California health regulators should begin collecting physician identifiers as part of their routine data collection efforts about the services provided at the state's hospitals. Such a move would help providers improve quality by aiding efforts to benchmark performance and reduce variations in the delivery of care.
Health care providers are encouraged to implement “shared decision making” in which patients and doctors together choose the treatment that is best for each patient. However, doctors need more instruction on how to engage patients and better information systems to make sure patients know their options and receive individualized care.
Commercial health plans and Medicare are using cost profiles to identify which physicians account for more health care spending than others, while devising strategies to reward those who provide quality care at a lower cost. Doctors with less than 10 years of experience had 13.2 percent higher overall costs than those with 40 or more years of experience.
People who visit retail medical clinics are less likely to return to a primary care physician for future illnesses and have less continuity of care. However, no evidence suggests that retail medical clinics disrupt preventive care or management of diabetes, two important measures of quality of primary care.
Promoting immunizations as a part of routine office-based medical practice is needed to improve adult vaccination rates, a highly effective way to curb the spread of diseases across communities, prevent needless illness and deaths, and lower health care costs.
A new online tool, called the "Unintended Consequences Guide," is available from the U.S. Agency for Healthcare Research and Quality to help hospitals and other health care organizations anticipate, avoid, and address problems that can occur when adopting and using electronic health records.
Most Massachusetts physician groups are using results from a statewide patient survey to help improve patient experiences, but a significant number are not making use of the information or are making relatively limited efforts.
Profiles created for physicians based on the cost of the care they provide can vary widely depending upon the methods used by insurance companies to create the profiles.
Rewarding primary care physicians for providing better care to patients could end up widening medical disparities experienced by poorer people and by minorities. Increasing the number of primary care physicians is also not enough to boost U.S. health care quality and lower costs.
Increasingly common insurance plans that encourage patients to receive care from physicians who keep medical costs lower are based on unreliable estimates of doctor performance and may not achieve the intended savings.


- [Activity]: Needed from the data below: all lines that contain the word "entry".

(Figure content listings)
++++
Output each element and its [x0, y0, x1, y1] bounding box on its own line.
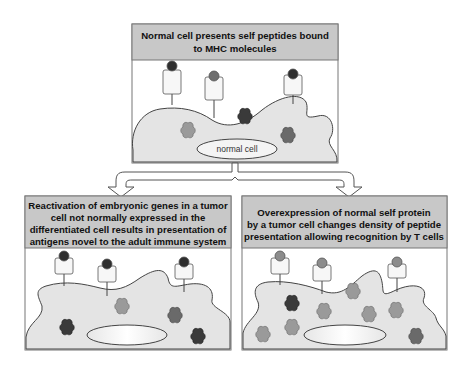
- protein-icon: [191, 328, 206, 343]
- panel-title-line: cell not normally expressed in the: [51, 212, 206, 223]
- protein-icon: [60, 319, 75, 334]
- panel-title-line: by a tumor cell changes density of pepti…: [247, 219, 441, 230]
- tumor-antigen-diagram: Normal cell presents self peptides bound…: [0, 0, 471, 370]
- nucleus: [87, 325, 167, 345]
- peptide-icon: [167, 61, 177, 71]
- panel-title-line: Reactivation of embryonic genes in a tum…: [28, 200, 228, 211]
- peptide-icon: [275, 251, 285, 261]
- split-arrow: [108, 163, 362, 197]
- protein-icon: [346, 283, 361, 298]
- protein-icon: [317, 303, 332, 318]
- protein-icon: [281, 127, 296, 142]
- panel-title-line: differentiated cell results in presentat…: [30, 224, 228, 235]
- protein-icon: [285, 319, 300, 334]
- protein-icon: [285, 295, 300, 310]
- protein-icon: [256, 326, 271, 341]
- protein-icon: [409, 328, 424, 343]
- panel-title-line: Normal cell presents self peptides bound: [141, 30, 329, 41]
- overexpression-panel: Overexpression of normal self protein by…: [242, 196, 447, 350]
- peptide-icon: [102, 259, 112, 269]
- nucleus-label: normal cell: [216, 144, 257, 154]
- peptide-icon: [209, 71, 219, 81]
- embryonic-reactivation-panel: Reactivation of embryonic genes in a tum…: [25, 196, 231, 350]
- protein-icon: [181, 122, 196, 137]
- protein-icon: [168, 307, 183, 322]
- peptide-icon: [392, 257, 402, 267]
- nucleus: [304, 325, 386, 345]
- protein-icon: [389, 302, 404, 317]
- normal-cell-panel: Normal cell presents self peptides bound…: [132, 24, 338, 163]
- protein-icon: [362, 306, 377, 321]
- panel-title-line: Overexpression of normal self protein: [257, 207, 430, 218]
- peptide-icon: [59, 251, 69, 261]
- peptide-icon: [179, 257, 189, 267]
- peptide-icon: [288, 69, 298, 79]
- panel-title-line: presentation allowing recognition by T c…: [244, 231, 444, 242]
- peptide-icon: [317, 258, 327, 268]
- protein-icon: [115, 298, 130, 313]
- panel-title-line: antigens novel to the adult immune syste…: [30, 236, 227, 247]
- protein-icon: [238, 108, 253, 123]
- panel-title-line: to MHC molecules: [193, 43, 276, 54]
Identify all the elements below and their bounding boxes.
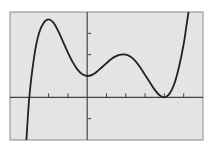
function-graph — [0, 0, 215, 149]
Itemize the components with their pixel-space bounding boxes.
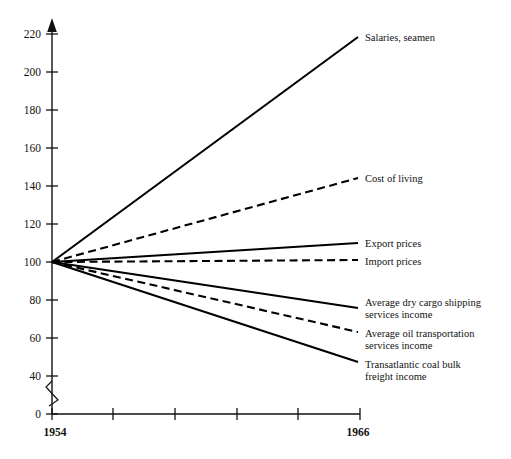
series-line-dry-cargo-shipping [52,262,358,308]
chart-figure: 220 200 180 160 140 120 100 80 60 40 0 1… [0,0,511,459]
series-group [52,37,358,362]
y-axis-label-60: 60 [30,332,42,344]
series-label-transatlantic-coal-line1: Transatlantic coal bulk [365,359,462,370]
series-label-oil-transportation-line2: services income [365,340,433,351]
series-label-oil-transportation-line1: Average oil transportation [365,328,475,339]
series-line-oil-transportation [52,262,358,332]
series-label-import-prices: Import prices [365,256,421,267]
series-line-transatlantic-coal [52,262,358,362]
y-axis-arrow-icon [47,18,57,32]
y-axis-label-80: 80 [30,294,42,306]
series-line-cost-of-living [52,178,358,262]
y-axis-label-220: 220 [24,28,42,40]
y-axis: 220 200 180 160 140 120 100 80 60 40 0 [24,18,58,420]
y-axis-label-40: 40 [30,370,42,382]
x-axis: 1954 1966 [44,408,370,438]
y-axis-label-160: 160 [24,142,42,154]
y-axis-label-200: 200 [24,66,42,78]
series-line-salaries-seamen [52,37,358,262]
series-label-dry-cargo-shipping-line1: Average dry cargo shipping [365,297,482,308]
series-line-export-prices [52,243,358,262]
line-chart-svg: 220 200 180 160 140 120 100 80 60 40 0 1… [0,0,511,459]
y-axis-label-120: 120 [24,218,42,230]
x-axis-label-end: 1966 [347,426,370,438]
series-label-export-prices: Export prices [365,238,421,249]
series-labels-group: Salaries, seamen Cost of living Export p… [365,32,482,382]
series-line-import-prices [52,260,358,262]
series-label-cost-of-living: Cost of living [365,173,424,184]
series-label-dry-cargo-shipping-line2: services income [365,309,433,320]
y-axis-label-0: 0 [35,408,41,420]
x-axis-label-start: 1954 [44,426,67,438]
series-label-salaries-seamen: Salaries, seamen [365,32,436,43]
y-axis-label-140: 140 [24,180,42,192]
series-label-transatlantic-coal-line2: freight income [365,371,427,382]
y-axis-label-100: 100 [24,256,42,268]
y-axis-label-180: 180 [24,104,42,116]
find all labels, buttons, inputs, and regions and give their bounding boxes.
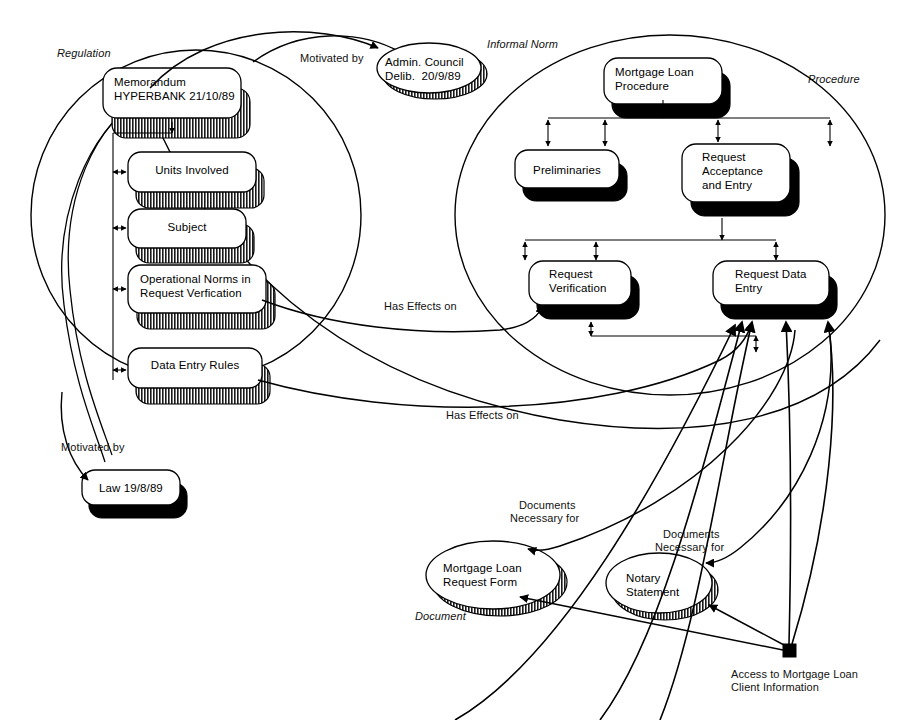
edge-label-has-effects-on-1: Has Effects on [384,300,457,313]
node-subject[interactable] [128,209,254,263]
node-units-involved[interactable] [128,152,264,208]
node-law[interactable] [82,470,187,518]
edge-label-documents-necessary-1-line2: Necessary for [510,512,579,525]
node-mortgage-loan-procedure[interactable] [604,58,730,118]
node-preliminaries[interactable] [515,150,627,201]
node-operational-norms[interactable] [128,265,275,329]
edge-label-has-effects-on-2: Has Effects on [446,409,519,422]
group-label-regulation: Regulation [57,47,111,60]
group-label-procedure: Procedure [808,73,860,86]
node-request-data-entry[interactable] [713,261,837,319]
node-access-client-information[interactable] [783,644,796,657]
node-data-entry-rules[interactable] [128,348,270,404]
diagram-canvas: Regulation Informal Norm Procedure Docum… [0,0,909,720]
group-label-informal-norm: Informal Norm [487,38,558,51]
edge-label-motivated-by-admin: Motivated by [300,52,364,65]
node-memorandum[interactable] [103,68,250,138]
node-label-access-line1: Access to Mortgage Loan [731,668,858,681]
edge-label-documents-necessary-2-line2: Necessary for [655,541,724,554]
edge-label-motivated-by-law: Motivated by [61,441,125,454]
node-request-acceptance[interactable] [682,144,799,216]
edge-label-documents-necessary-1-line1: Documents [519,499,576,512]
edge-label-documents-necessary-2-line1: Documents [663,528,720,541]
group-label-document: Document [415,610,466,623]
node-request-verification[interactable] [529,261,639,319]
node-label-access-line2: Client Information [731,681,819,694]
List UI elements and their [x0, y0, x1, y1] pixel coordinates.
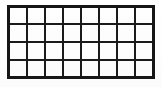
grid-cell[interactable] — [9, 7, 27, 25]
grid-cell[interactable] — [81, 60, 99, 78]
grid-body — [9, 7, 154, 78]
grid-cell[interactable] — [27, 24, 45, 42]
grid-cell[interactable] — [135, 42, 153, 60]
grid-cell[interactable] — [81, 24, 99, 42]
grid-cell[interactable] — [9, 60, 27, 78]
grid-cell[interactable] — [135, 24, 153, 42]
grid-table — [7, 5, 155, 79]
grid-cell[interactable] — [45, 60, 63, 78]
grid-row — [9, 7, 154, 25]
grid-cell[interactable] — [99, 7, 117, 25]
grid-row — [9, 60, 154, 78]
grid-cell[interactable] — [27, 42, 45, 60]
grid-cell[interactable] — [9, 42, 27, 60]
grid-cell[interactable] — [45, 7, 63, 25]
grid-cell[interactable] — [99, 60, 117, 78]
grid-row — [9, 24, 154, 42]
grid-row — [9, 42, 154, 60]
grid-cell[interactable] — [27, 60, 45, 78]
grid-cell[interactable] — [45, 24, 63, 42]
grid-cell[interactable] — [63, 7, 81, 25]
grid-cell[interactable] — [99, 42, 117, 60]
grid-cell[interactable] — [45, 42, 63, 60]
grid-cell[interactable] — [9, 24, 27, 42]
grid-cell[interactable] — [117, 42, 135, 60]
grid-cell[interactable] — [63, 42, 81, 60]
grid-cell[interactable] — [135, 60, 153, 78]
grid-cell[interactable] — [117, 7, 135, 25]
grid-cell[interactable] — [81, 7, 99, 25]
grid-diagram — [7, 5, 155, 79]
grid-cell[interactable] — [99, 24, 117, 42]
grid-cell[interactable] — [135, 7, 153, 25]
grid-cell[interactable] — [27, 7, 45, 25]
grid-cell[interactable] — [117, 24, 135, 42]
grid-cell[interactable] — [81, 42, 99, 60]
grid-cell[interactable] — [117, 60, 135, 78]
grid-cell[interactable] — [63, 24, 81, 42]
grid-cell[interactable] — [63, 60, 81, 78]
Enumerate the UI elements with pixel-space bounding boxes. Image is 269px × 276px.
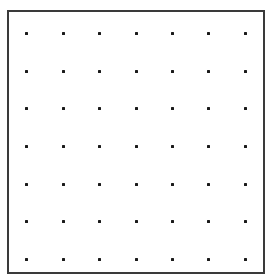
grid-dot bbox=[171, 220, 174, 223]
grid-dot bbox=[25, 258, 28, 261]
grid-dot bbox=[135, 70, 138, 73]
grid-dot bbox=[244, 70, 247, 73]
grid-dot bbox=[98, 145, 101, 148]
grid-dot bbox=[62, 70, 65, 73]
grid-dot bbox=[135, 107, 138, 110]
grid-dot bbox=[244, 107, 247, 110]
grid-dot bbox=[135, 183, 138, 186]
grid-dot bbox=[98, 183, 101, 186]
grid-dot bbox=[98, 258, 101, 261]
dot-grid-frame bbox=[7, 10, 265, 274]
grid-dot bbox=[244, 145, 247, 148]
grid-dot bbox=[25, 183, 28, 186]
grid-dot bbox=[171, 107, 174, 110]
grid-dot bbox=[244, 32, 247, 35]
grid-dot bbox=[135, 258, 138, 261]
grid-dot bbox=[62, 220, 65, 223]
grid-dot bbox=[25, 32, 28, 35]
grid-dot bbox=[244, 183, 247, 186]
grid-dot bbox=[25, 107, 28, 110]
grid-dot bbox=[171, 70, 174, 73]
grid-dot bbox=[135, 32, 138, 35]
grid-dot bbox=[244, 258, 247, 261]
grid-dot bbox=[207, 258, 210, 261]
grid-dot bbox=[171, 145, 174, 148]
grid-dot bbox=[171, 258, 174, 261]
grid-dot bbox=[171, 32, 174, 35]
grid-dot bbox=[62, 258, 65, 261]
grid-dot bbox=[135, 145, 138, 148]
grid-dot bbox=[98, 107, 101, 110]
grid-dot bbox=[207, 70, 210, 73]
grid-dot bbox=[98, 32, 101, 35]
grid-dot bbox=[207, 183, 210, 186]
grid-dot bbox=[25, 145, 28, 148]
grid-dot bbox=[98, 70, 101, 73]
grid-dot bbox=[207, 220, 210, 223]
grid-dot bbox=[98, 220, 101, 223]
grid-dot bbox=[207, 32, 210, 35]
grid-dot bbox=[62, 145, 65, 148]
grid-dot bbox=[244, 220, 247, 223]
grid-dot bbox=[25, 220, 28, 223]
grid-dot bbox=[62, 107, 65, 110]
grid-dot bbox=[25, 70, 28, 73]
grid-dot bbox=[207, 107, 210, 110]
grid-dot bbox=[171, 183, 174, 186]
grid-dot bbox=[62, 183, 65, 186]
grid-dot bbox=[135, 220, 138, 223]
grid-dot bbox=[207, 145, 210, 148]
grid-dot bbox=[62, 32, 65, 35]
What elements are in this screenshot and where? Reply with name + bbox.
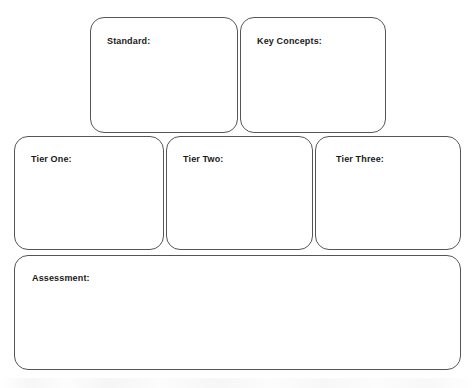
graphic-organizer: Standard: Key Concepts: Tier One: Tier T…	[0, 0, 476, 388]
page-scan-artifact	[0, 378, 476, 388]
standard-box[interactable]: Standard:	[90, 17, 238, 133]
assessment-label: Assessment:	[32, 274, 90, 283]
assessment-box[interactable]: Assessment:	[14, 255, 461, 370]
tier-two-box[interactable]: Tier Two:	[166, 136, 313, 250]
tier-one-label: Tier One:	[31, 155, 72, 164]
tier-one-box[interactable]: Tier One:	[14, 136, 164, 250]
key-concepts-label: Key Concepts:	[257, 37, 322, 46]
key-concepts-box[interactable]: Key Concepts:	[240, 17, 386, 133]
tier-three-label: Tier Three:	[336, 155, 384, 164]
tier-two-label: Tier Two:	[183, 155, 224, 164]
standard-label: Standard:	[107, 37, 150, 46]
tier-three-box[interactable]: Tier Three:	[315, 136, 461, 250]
++++
- [Exercise solution]:
node-request-data-entry[interactable] [713,261,837,319]
node-data-entry-rules[interactable] [128,348,270,404]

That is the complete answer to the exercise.